Verizon's V CAST video service

For some reason, Verizon thought that people wanted to watch video clips on their mobile phones, so they launched a $15-per-month service to deliver them.


"Lost" recap. This is the
best the image quality gets.
To receive them, you need an EV-DO phone. EV-DO is a new data transmission standard, allowing compatible phones to receive data at typical speeds of 400-800 Kbps and peak speeds of 1.5 Mbps. EV-DO coverage is available in a bunch of big cities, and Verizon keeps adding more. Sprint just launched their version, but it's not as widely available yet.

With such a great high-speed data network, Verizon could have greatly improved their Mobile Web service, which currently allows you to view little "web pages" (using WAP, a very stripped-down version of HTML) but only within the Verizon content site, which contains almost nothing. Or they could have greatly improved the sound quality of voice calls. Or they could have allowed their phones to act as high-speed modems for laptops and PDAs.

Instead, they've chosen this opportunity to give us low-quality video service... for all of those opportunities most people get throughout the day to stare at their phone's 2-inch screen for 5-10 minutes to watch a movie or news report.

Assuming that someone actually finds this useful and worth $15 per month, what's it like?

Connecting to the service takes about 10 seconds with full reception, or 30-50 seconds with weak reception. Then you're greeted with a wonderful message familiar to streaming video users.

Buffering. Great. The initial buffering takes about 10-20 more seconds with good reception. If reception decreases at all during playback, which is likely if you're moving at all or the wind is blowing in the wrong direction, it pauses to buffer more. Any less than full reception, and it's like watching RealVideo streams in 1999 over a 56K modem from an overloaded server.

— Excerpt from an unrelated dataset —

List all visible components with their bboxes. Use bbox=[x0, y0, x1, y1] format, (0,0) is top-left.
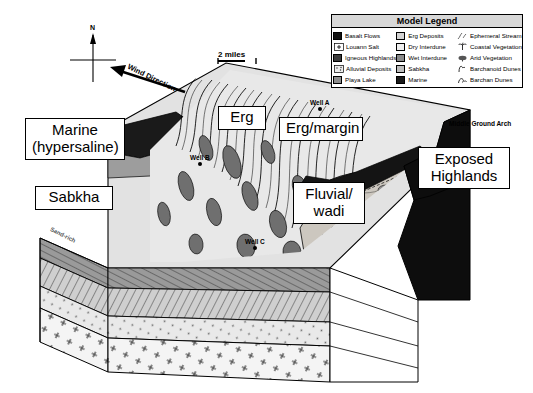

From launching the V CAST browser to the beginning of video playback, you'd be lucky to wait less than 30 seconds. You'll likely be waiting a minute or two. So to take advantage of V CAST, you need a situation where you're relatively stationary for at least a few minutes and you actually want to watch a grainy 3-minute video clip.

So what's available?


NBC News

Desperate Housewives

Sesame Street

You can get few-minute news summaries from NBC News and CNN, few-minute episode recaps from popular TV series, and scene clips from Sesame Street - for all of those young children who have EV-DO mobile phones and V CAST plans, of course.

You can even download music videos for popular songs... for an extra $3.99 each. Yes, I'm serious. Verizon expects customers to pay $4 for a music video, viewable only on their phones with 2-inch screens with bad monaural sound through a speakerphone. I can't fathom why anyone would actually do this.

The video quality is mediocre at best. It's highly compressed "3G" MPEG-4, but it looks like old MPEG-1 video clips from The 7th Guest. They're about 176x144 at 15 frames per second. Compression artifacts are very noticeable, especially in dark or moving scenes. It's like watching movies filmed with a $30 webcam from 1998 in a dimly-lit room.

The audio frequently loses synchronization with the video, which is particularly annoying when watching news anchors deliver a story. While I'm not willing to pay $4 to find out, I imagine this is particularly fatal for a music video.

The video selection isn't great, either: the various categories only have 3-8 videos each, and most of them are only updated weekly.

I can think of many better things to do with $15 every month.

Rated 1/5

Overall

Verizon is solving a problem that nobody has. And they're not solving it very well. It's a novelty at best, but it's certainly not worth paying for.